Big Mormon names appear on the boards of practically every important enterprise in Utah, but none more often than that of Heber Jedediah Grant. Born 73 years ago in Salt Lake City, he is the first native of Utah to lead his Church (the senior of the Twelve Apostles, high church council, is always chosen President). In 1918 he succeeded Joseph F. Smith, nephew of Founder-Prophet Joseph. President Grant's father died when his son was nine. The boy played smart baseball, developed a florid script di which he is still proud, worked at journalism until he ran the paper (the late Salt Lake Herald), organized insurance companies, banks. Meanwhile, in 1877, he married Lucy Stringham. Seven years later, on May 26, he espoused Augusta Winters and, on May 27, Emily Wells. The last is the only one of his three wives now alive. In 1882 a startling businessman, aged 25, he was chosen one of the Twelve Apostles. During 1901-03 he lived in Japan as a Mormon missionary, then served two years as head of missionary activity in Europe.

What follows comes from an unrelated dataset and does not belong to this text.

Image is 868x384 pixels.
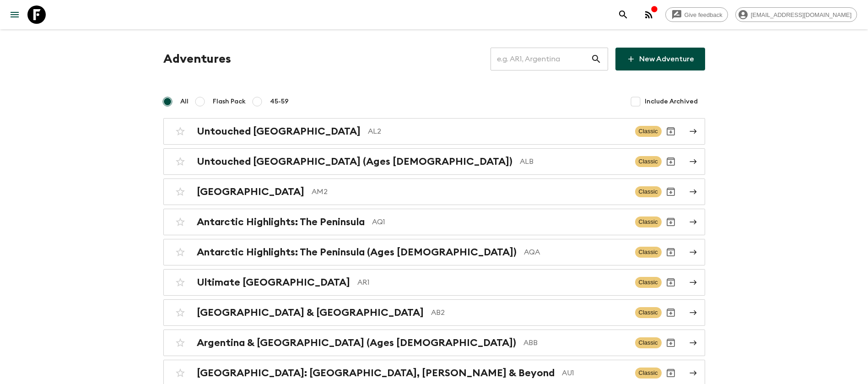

Tall, bewhiskered, graced with patriarchal kindness and authority, he is, as divinely authorized President, Prophet, Seer and Revelator of the Latter-day Saints, responsible to no one for his administration of L. D. S. affairs. Two other high priests or Presidents constitute with him the First Presidency or governing triumvirate of the Church: Anthony W. Ivins. Charles Wilson Nibley. Both are potent Salt Lake City financiers, board members. Next are the Twelve Apostles, most famed of whom is U. S. Senator Reed Smoot, chairman of the Senate Finance Committee, devout Mormon and second in line for the Mormon Presidency (TIME, April 8, 1929). Next are the Presiding Patriarch (head evangelist), the First Quorum of Seventy (foreign ministry), the Presiding Bishopric (temporal affairs), the Standing Ministry (high priests, seventies, elders, priests, teachers, deacons).
A Mormon diocese, called a stake, includes men of varying degrees of priesthood. All worthy male Mormons belong to the priesthood. And each and every one is a Latter-day Saint. Able Saints not already mentioned: Apostle George Albert Smith, past president of the International Irrigation Congress; Apostle James Edward Talmadge, famed geologist, onetime President of the University of Utah; Apostle John Andreas Widtsoe, irrigation expert, member of the Boulder Dam fact-finding committee of which Herbert Clark Hoover was chairman; U. S. Senator William Henry King of Utah; James Henry Moyle, Assistant Secretary of the Treasury in the Wilson Administration; Edgar Bernard Brossard, U. S. Tariff Commissioner; Heber Manning Wells, treasurer of U. S. Shipping Board Merchant Fleet Corp.; Joshua Reuben Clark, Jr., Undersecretary of State under Calvin Coolidge; Dr. Harvey Fletcher, famed acoustics' expert (Bell Telephone laboratories).
* By Mormons a Jew, or any other non-Mormon, is called a Gentile.